Au contraire,” she said. “I’m just stressing my wiretap. The other stuff went great. Better than great.”

“What did you find?”

“You first. What’s your new theory?”

“Well. I’ve been thinking it all over and now I know who it is.”

“Not Agda?”

“Why? Is it Agda?”

“Rook.”

“Sorry, sorry. OK. This is off-the-wall. I’m off Agda. But I’m thinking about something she said about the new piano.” This piqued Nikki’s interest. She sat against the edge of her desk with her arms folded. “Am I getting warmer?” he asked.

“I know I’m not getting younger. Get to it.”

“When you interviewed her, Agda said something like the new piano was so gorgeous, she almost fainted when it came out of the crate.” He paused. “Who delivers pianos in crates anymore? Nobody.”

“Interesting, go on.” In fact, these were waters she was fishing in, and Nikki was curious to hear his take.

“We know the piano came in because we saw it there after the theft. So I got to wondering, why bring in a crate unless something is going to go out in it after you remove the piano from it?”

“And so now you are saying it’s who?”

“Obviously. The piano company is a front for art thieves.”

“Is that your final answer?” The flat expression she showed him made Rook backpedal so fast, Nikki wanted to burst out laughing. But she held her poker face.

“Or…,” he said, “let me finish. You served a warrant at the Guilford and at a personal storage place. I’m sticking with my piano crate scenario, but I say it’s…Kimberly Starr.” Although her face remained neutral, Rook became animated. “I’m right, I know it. I can see it all over you. Tell me I’m wrong, then.”

“I’m not telling you squat.” Raley and Ochoa came into the bull pen. Heat started over to them. “Why spoil the fun?”

“Raley and I showed around Buckley’s picture,” said Ochoa. “We scored two positive hits. That doesn’t suck.”

“Doesn’t suck at all.” Nikki dared to let herself feel the thrill of gathering momentum on the case. “And they’ll testify?”

“Affirm,” said Raley.

Nikki’s desk phone rang and she lunged for it. “Detective Heat.” She kept nodding as if the caller could see her, and said, “Excellent. Great. Excellent. Thanks much.” When she hung up, she turned to her team. “Wiretap’s up. We’re going to the dance.” For once things were moving at Heat speed.
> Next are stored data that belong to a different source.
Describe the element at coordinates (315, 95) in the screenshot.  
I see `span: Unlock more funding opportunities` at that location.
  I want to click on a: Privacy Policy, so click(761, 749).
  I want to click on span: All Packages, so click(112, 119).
Nikki and Rook sat wedged into a corner of the tiny room, knee-to-knee on metal folding chairs behind the police technician who was recording the calls. The AC vent whistled, so Heat had had the air turned off to let her hear without that distraction, and it was suffocating in there.

A blue LED meter spiked on the console. “Picking up,” said the technician.

Heat put on her headphones. The ring purred on the line. Her breathing became shallow the way it had on the raid in Long Island City, only this time she couldn’t calm herself. Her heart thunked at a disco cadence until Nikki heard the click of the answer and one of the beats skipped.

“Hello?”

“I’m using your direct line because I don’t want the receptionist knowing I’m calling you,” said Kimberly Starr.

“OK…” Noah Paxton sounded wary of her. “I don’t understand why not.”

Nikki hand-signaled the technician to ensure he was recording. He nodded.

Kimberly continued, “You’re about to understand, Noah.”

“Is something wrong? You sound strange.”

Nikki closed her eyes into a tight squint of concentration, wanting only to hear. With headphones on, the fidelity was iPod-quality. She clocked every nuance. The air hiss of the office chair Noah was sitting in. The hard swallow that came from Kimberly.